The Siege Of A Fortress

Look­ing around enough in mil­i­tary his­to­ry makes you sus­pect that there is very lit­tle dif­fer­ence between an army and a city; that very lit­tle dif­fer­ence is sim­ply speed. The army is liable to believe that it can move at any moment; the city is liable to believe that it will always be right where it is. To under­stand an army in the com­mon-sense way, as a mat­ter of men fight­ing on the same side, is to be focus­ing at once too nar­row­ly and wide­ly. See the camp fol­low­ers, women and chil­dren, sur­round­ing the camp and almost dou­bling it. See the dis­sen­sion in the ranks – deser­tion, insub­or­di­na­tion, cracks in the great column. 
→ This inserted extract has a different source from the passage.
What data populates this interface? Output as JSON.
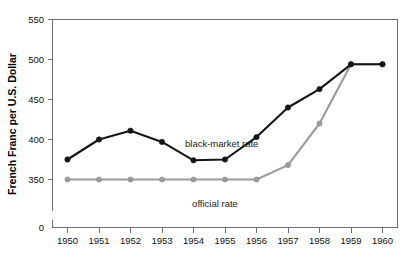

I spent a long time over the last few years try­ing to under­stand the sense that var­i­ous mil­i­taries had of the land­scape through­out his­to­ry. I impa­tient­ly scanned through Clause­witz, Machiavelli’s Art of War, and all Sev­en Mil­i­tary Clas­sics of ancient Chi­na. And just as you are doomed to fail in under­stand­ing the gar­dens of Tenochti­t­lan or Suzhou through the writ­ten sources left behind, you are doomed to fail in under­stand­ing how the gen­er­als of the past under­stood the land­scapes they marched through. This is not because they nev­er touch on land­scape in their trea­tis­es, but because they always treat it in pass­ing and with­out any sat­is­fy­ing system. 
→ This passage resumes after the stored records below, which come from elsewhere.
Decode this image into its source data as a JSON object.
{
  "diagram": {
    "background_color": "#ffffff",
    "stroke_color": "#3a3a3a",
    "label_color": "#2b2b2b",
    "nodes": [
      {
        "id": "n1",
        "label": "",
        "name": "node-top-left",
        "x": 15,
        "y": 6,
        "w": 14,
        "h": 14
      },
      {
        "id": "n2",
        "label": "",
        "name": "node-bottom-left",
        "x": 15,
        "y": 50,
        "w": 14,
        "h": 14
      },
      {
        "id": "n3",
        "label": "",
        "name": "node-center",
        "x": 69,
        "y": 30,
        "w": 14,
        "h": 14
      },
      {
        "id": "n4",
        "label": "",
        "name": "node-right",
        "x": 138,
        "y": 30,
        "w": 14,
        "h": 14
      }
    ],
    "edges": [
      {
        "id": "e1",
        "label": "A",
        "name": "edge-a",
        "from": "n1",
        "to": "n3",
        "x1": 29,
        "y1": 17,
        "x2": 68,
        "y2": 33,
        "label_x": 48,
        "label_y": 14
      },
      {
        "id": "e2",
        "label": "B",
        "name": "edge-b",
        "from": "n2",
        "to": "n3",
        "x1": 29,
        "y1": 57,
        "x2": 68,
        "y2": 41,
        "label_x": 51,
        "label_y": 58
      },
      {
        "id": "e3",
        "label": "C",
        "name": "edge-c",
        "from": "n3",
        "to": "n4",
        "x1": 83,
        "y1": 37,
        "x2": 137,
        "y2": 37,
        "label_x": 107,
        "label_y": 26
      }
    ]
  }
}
You actu­al­ly under­stand the rela­tion­ship a gen­er­al might have had with land­scape best by read­ing long pri­ma­ry accounts of march­ing – for exam­ple, in Xenophon’s Anaba­sis. As Xenophon’s group picks their way through Turkey, you begin to see that nat­u­ral­ly enough, before the all-see­ing intel­li­gence of the mod­ern mil­i­tary, armies made do, con­fronting the vagaries of the land they encoun­tered with a reper­toire of habits and tech­nolo­gies that made them resis­tant and resilient. They did not have any great the­o­ry, or mod­el, of the land around them, because they were nev­er safe and remote enough to see it. And it is only until the days of Louis XIV, as the state hard­ens, along with its bor­ders, roads, and iden­ti­ties, that the land­scape hard­ens, in the form of his plans-reliefs, phys­i­cal mod­els that show his for­ti­fied cities in their topo­graph­i­cal context. 

I was try­ing to under­stand all this in order to bet­ter under­stand where cities come from, and how they choose to sit on the land. Because even if these mil­i­taries of the world had no great the­o­ry of the places they occu­pied, they nev­er­the­less occu­pied them. They cer­tain­ly under­stood how to crys­tal­lize peo­ple into space, and more­over how to make those human spaces recur, over and over again.

Of all of things I have seen and felt in the last few months, what I feel most pre­pared to write about in this space is the over­whelm­ing num­ber of ways in which the com­mon space of the city has been rewrit­ten. On one hand, the eeri­ness of the city at this moment is that it lacks ful­ly half its land­scape: the spa­tial den­si­ty of oth­er peo­ple in motion to nav­i­gate around. And when oth­er peo­ple do appear the cal­cu­la­tion of push and pull that accom­pa­nies them has total­ly changed; they are at once more wel­come at a medi­um dis­tance, and more unwant­ed at a close distance. 

Protest is its own lay­er over that basic sce­nario. Rarely in my life­time have protests seemed quite so vis­i­bly orga­nized in space as they are today – when, of course, they are often min­i­mal­ly planned or stage-man­aged. From the social­ly-dis­tanced crowd in Tel Aviv, to the deploy­ment of white pro­test­ers as a shield for black ones, to the stiff­en­ing of the Seat­tle protest into an autonomous zone, we can see a vari­ety of ways in which protest­ing peo­ple are artic­u­lat­ed in space to make mean­ing. As Black Lives Mat­ter” is paint­ed in two dimen­sions on the street, point­ed at the armored White House, one ver­sion of the city appears to be under siege by another.

Dürer’s wood­cut The Siege of a Fortress comes in two pan­els. To the right, giant for­ma­tions of fight­ing men, fizzing rid­ers on all sides, pro­ceed­ing down the cen­ter of a field, with burn­ing towns and placid trees scat­tered to either side. On the left, you can see the force they are address­ing: the giant hull of a for­ti­fied town, entrenched behind a dam­like wall. Hav­ing looked at and enjoyed many grand old por­traits of cities – from Franz Hogen­berg to Matrakçı Nasuh – I feel that Dürer’s pic­ture stands above them, as some­how one of the truest pic­tures of urban life I know.

If there are two ways of see­ing a city, I know per­fect­ly well how land­scape archi­tec­ture serves the root­ed city, the safe city, the state city. But I do not know its place in the trav­el­ing city, the flow­ing city, the insur­gent city.